BREAKING: Old White People Find Beyoncé's Black Pride Distasteful
On today’s episode of Fox & Friends, a bunch of white people gathered to, among things, lambast Beyoncé’s Super Bowl performance via the kind of partial assessment and narrow interpretation that’s crucial to the conservative critical rubric. One of these white people was former mayor of New York and failed Presidential candidate Rudy Giuliani.
Setting up the outrage, Friends host and friend to some Brian Kilmeade proclaimed that he “couldn’t really make out what Beyoncé was saying” during her performance of her new single “Formation.” He then doubled down: “The song, the lyrics, which I couldn’t make out a syllable, were basically telling cops to stop shooting blacks.”
If Kilmeade “couldn’t make out a syllable,” he may not be the authority on what this song is about. Actually, whitey, the lyrics are basically about Beyoncé describing (and correcting misconceptions about) her culture, AND what she loves about it and about being a black woman, which evidently is a different worldview than that of the white people on the show and thus, I guess, potentially intimidating. Don’t ignore Kilmeade’s implication that Beyoncé talks funny and can’t express herself adequately. The ignorance there is not just willful, it’s hypocritical, as Kilmeade exhibits the kind of thoughtlessness he’s accusing Beyoncé of.
Giuliani later joined the panel to smart at the very existence of a halftime show, like it’s something new or not the tremendous revenue and discourse-generator that it is. “I don’t even know why we have this,” he said. “This is football not Hollywood.” Then he turned his ire to Beyoncé and her backup dancers who wore afros, berets, and leather in the style of Black Panthers.
Said Giuliani:
I thought it was really outrageous that she used it as a platform to attack police officers—the people who protect her and protect us and keep us alive, and what we should be doing in the African American community and all communities is build up respect for police officers. And focus on the fact that when something does go wrong, OK, well, we’ll work on that. But the vast majority of police officers risk their lives to keep us safe.
Beyoncé’s performance provided, among other things, an alternative to the blasé, “OK, well, we’ll work on that,” reaction to the police’s routine destruction of unarmed black bodies. Beyoncé’s performance asserted that, “OK, well, we’ll work on that,” is not enough. On a global platform in front of well over 100 million people, Beyoncé stole the show while rhapsodizing blackness in lyrics like, “I like my baby hair, with baby hair and afros / I like my negro nose with Jackson Five nostrils.” At a time when pop stars are so media trained and seemingly willing to say so little, Beyoncé said enough to make heads explode.
Giuliani understands this to an extent, he’s just the ideological opposition who seems to think that any critique of the police is inappropriate. He furthermore has no interest in the things Beyoncé is saying about herself, her culture and mobilizing black people, for whom disparity is a blatant fact of life that white people can conveniently choose to ignore. He’s not really engaging with the work, just exploiting a portion of it to use as a talking point.
He continued:
This is a political position and she’s probably going to take advantage of it. You’re talking to middle America when you have the Super Bowl. So if you’re going to have entertainment, let’s have decent, wholesome entertainment. And not use it as a platform to attack the people who put their lives at risk just to save us.
The use of the word “wholesome” is particularly chafing—though Giuliani uses it in the context of Beyoncé’s politics, that descriptor is generally reserved for G-rated asexuality. Beyoncé’s matter-of-fact sexuality exhibited during the halftime show, her agency over her body down to the tightly choreographed millimeter, makes it so that she has no business being this white man’s idea of “wholesome.” She explicitly and intentionally occupies a different cultural space. Is her body too bootylicious for ya, Rudy?
Increasingly, Beyoncé is a figure that white people selectively scorn to illustrate what’s wrong with culture. Take Mike Huckabee’s tone-deaf reading of what she should be doing with her career, or Annie Lennox’s inane assertion that “twerking isn’t feminism,” as if Beyoncé can easily be distilled down to a sexually explicit song or a dance to which she has devoted an infinitesimal portion of her movement. When people focus on minutiae, they negate their point as they make it immediately apparent that Beyoncé offers simply too much for them to grasp.
It’s so telling that her performance and militancy (so subtle it was silently presented in the form of costumes, an X formation, and a sign calling for “Justice 4 Mario Woods”) is intimidating. It’s, in fact, telling in the same manner as white people’s discomfort with the words “Black Lives Matter”—a simple and self-evident concept that nonetheless troubles people with the conflicting worldview that black lives, in fact, don’t matter. Those people are wrong, the white people on Fox & Friends are wrong, and their openly ignorant and selective discussion about it only underscores Beyoncé’s rightness. These people are shook and there’s more shaking to come.
Note: This story originally identified Steve Doocy as the Fox & Friends host who “couldn’t really make out what Beyoncé was saying,” but upon further review, it was Brian Kilmeade who said that.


- _WORK TO COMPLETE_: Only one number is expected here, namely how many lines of the entries below hold the string "bounding".

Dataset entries
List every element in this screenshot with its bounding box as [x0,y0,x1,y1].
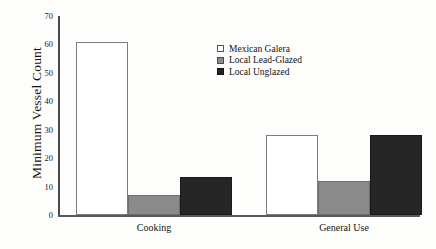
x-axis-group-label: Cooking [137,222,171,233]
legend-item: Local Lead-Glazed [217,55,302,66]
legend-item: Mexican Galera [217,43,302,54]
bar [128,195,180,215]
y-axis-title: Minimum Vessel Count [29,13,45,213]
y-axis-line [58,16,60,215]
legend-item: Local Unglazed [217,66,302,77]
bar [370,135,422,215]
bar [180,177,232,215]
legend-label: Local Unglazed [229,67,289,77]
y-tick-label: 50 [45,69,54,78]
chart-legend: Mexican GaleraLocal Lead-GlazedLocal Ung… [217,43,302,78]
bar [266,135,318,215]
y-tick-label: 0 [49,211,53,220]
bar [318,181,370,215]
legend-label: Local Lead-Glazed [229,55,302,65]
y-tick-label: 30 [45,125,54,134]
x-axis-line [58,215,420,217]
bar [76,42,128,215]
legend-swatch-icon [217,45,224,52]
y-tick-label: 40 [45,97,54,106]
y-tick-label: 60 [45,40,54,49]
legend-swatch-icon [217,68,224,75]
y-tick-label: 20 [45,154,54,163]
x-axis-group-label: General Use [319,222,369,233]
legend-swatch-icon [217,57,224,64]
legend-label: Mexican Galera [229,44,290,54]
bar-chart: Minimum Vessel Count 010203040506070 Coo… [0,0,436,249]
y-tick-label: 10 [45,182,54,191]
y-tick-label: 70 [45,12,54,21]
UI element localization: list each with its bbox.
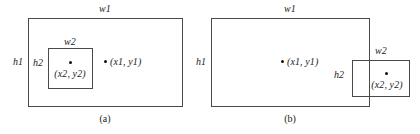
dashed-overlap-boundary-panel-b: [369, 60, 370, 97]
point-label-x2-y2-panel-a: (x2, y2): [54, 68, 85, 79]
point-marker-x1-y1-panel-a: [104, 60, 107, 63]
caption-panel-a: (a): [99, 113, 110, 124]
figure-rectangle-overlap-diagram: w1 h1 w2 h2 (x2, y2) (x1, y1) (a) w1 h1 …: [0, 0, 420, 134]
label-w1-panel-b: w1: [284, 3, 296, 14]
point-marker-x2-y2-panel-a: [69, 61, 72, 64]
caption-panel-b: (b): [284, 113, 296, 124]
point-label-x1-y1-panel-b: (x1, y1): [287, 56, 318, 67]
point-marker-x1-y1-panel-b: [281, 60, 284, 63]
panel-a: w1 h1 w2 h2 (x2, y2) (x1, y1) (a): [0, 0, 210, 134]
label-w2-panel-b: w2: [375, 45, 387, 56]
label-h2-panel-b: h2: [334, 69, 344, 80]
label-h1-panel-b: h1: [196, 56, 206, 67]
label-h1-panel-a: h1: [13, 56, 23, 67]
point-label-x1-y1-panel-a: (x1, y1): [110, 56, 141, 67]
point-label-x2-y2-panel-b: (x2, y2): [371, 79, 402, 90]
label-w2-panel-a: w2: [64, 36, 76, 47]
label-h2-panel-a: h2: [33, 57, 43, 68]
panel-b: w1 h1 (x1, y1) w2 h2 (x2, y2) (b): [210, 0, 420, 134]
label-w1-panel-a: w1: [99, 3, 111, 14]
point-marker-x2-y2-panel-b: [385, 72, 388, 75]
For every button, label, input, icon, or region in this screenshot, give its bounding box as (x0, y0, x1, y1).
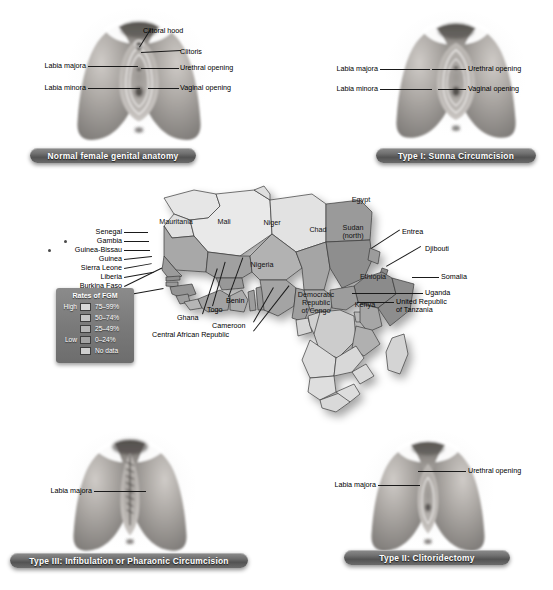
legend-text-50-74: 50–74% (91, 314, 119, 321)
legend-row-0-24: Low 0–24% (61, 334, 129, 345)
caption-type-3: Type III: Infibulation or Pharaonic Circ… (10, 553, 248, 568)
leader-line (380, 89, 432, 90)
leader-line (357, 302, 394, 303)
map-label-benin: Benin (226, 297, 244, 305)
label-labia-majora-type1: Labia majora (316, 65, 378, 73)
caption-type-2: Type II: Clitoridectomy (344, 550, 510, 565)
legend-text-25-49: 25–49% (91, 325, 119, 332)
label-urethral-opening-type2: Urethral opening (468, 467, 521, 475)
map-label-mauritania: Mauritania (159, 218, 193, 226)
leader-line (124, 241, 149, 242)
label-urethral-opening-normal: Urethral opening (180, 64, 233, 72)
leader-line (418, 471, 466, 472)
leader-line (432, 69, 466, 70)
leader-line (124, 250, 150, 251)
map-label-cameroon: Cameroon (212, 322, 246, 330)
leader-line (438, 89, 466, 90)
legend-swatch-50-74 (80, 314, 91, 322)
map-label-djibouti: Djibouti (425, 245, 449, 253)
leader-line (88, 66, 138, 67)
legend-swatch-75-99 (80, 303, 91, 311)
leader-line (412, 277, 439, 278)
leader-line (378, 485, 420, 486)
map-label-senegal: Senegal (60, 228, 122, 236)
map-label-ghana: Ghana (177, 314, 199, 322)
map-label-guinea: Guinea (66, 255, 122, 263)
map-label-uganda: Uganda (425, 289, 450, 297)
legend-row-25-49: 25–49% (61, 323, 129, 334)
legend-row-no-data: No data (61, 345, 129, 356)
legend-row-50-74: 50–74% (61, 312, 129, 323)
label-clitoris: Clitoris (180, 48, 202, 56)
leader-line (88, 88, 140, 89)
map-label-mali: Mali (217, 218, 230, 226)
label-labia-minora-normal: Labia minora (24, 84, 86, 92)
map-label-gambia: Gambia (68, 237, 122, 245)
label-labia-majora-normal: Labia majora (24, 62, 86, 70)
type-2-illustration (338, 428, 518, 556)
map-label-somalia: Somalia (441, 273, 467, 281)
panel-type-1 (366, 6, 546, 146)
map-label-eritrea: Entrea (402, 228, 423, 236)
legend-high-label: High (61, 303, 80, 310)
leader-line (141, 68, 179, 69)
type-1-illustration (366, 6, 546, 146)
label-labia-majora-type2: Labia majora (314, 481, 376, 489)
bullet-dot (64, 240, 67, 243)
leader-line (94, 491, 146, 492)
label-labia-majora-type3: Labia majora (30, 487, 92, 495)
panel-normal-anatomy (46, 6, 232, 146)
leader-line (352, 293, 423, 294)
map-label-egypt: Egypt (352, 196, 370, 204)
legend-text-0-24: 0–24% (91, 336, 116, 343)
map-label-nigeria: Nigeria (251, 261, 274, 269)
legend-row-75-99: High 75–99% (61, 301, 129, 312)
legend-title: Rates of FGM (61, 292, 129, 299)
label-vaginal-opening-normal: Vaginal opening (180, 84, 231, 92)
label-vaginal-opening-type1: Vaginal opening (468, 85, 519, 93)
legend-text-75-99: 75–99% (91, 303, 119, 310)
legend-swatch-25-49 (80, 325, 91, 333)
leader-line (380, 69, 430, 70)
legend-low-label: Low (61, 336, 80, 343)
map-label-ethiopia: Ethiopia (360, 273, 386, 281)
map-legend: Rates of FGM High 75–99% 50–74% 25–49% L… (56, 288, 134, 363)
legend-swatch-0-24 (80, 336, 91, 344)
normal-anatomy-illustration (46, 6, 232, 146)
bullet-dot (48, 249, 51, 252)
legend-text-no-data: No data (91, 347, 118, 354)
map-label-togo: Togo (207, 306, 223, 314)
map-label-tanzania: United Republic of Tanzania (396, 298, 447, 314)
map-label-sierra-leone: Sierra Leone (56, 264, 122, 272)
label-labia-minora-type1: Labia minora (316, 85, 378, 93)
map-label-chad: Chad (309, 226, 326, 234)
panel-type-2 (338, 428, 518, 556)
map-label-central-african-republic: Central African Republic (152, 331, 229, 339)
map-label-liberia: Liberia (72, 273, 122, 281)
leader-line (124, 232, 148, 233)
map-label-niger: Niger (263, 219, 280, 227)
map-label-guinea-bissau: Guinea-Bissau (52, 246, 122, 254)
legend-swatch-no-data (80, 347, 91, 355)
label-urethral-opening-type1: Urethral opening (468, 65, 521, 73)
leader-line (148, 88, 179, 89)
map-label-sudan-north: Sudan (north) (342, 224, 363, 240)
map-label-drc: Democratic Republic of Congo (298, 291, 334, 315)
infographic-page: Labia majora Labia minora Clitoral hood … (0, 0, 553, 590)
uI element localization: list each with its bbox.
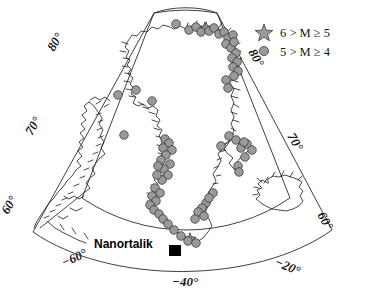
earthquake-marker-circle [230,38,239,47]
labrador-coast-detail [48,222,88,243]
earthquake-marker-circle [224,84,233,93]
iceland-coastline [256,175,303,211]
earthquake-marker-circle [114,91,123,100]
lat-label-80-left: 80° [44,30,67,54]
legend: 6 > M ≥ 5 5 > M ≥ 4 [255,24,331,59]
earthquake-marker-circle [241,153,250,162]
lat-label-70-right: 70° [284,130,306,154]
earthquake-marker-circle [197,28,206,37]
earthquake-marker-circle [248,146,257,155]
star-icon [255,24,273,41]
earthquake-marker-circle [172,20,181,29]
lat-label-60-right: 60° [314,209,336,233]
lon-label-minus40: −40° [172,274,199,289]
map-canvas: 80° 80° 70° 70° 60° 60° −60° −40° −20° N… [0,0,367,299]
map-figure: 80° 80° 70° 70° 60° 60° −60° −40° −20° N… [0,0,367,299]
earthquake-marker-circle [240,138,249,147]
city-annotation-nanortalik: Nanortalik [94,237,181,256]
legend-label-circle: 5 > M ≥ 4 [280,45,331,59]
lon-label-minus20: −20° [273,254,304,279]
earthquake-marker-circle [205,194,214,203]
earthquake-marker-circle [192,239,201,248]
iceland-fjords-detail [253,171,302,195]
earthquake-marker-circle [156,189,165,198]
nanortalik-label: Nanortalik [94,237,153,251]
frame-outline [82,10,290,230]
canada-coastline [34,102,89,228]
legend-label-star: 6 > M ≥ 5 [280,26,330,40]
earthquake-marker-circle [235,168,244,177]
lat-label-60-left: 60° [0,193,20,217]
earthquake-marker-circle [184,237,193,246]
circle-icon [259,46,268,55]
lat-label-70-left: 70° [22,114,45,138]
earthquake-marker-circle [154,162,163,171]
earthquake-marker-circle [230,72,239,81]
earthquake-marker-circle [120,131,129,140]
legend-item-circle: 5 > M ≥ 4 [259,45,330,59]
earthquake-marker-circle [191,215,200,224]
graticule-labels: 80° 80° 70° 70° 60° 60° −60° −40° −20° [0,30,337,289]
earthquake-marker-circle [170,226,179,235]
nanortalik-square-marker [169,245,181,256]
earthquake-marker-circle [200,212,209,221]
baffin-south-islands [58,196,84,219]
earthquake-markers [114,20,257,248]
earthquake-marker-circle [222,76,231,85]
legend-item-star: 6 > M ≥ 5 [255,24,330,41]
earthquake-marker-circle [148,97,157,106]
earthquake-marker-circle [153,171,162,180]
earthquake-marker-circle [132,86,141,95]
earthquake-marker-circle [217,142,226,151]
earthquake-marker-circle [232,136,241,145]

- _SOLUTION TO THE PROBLEM_: 2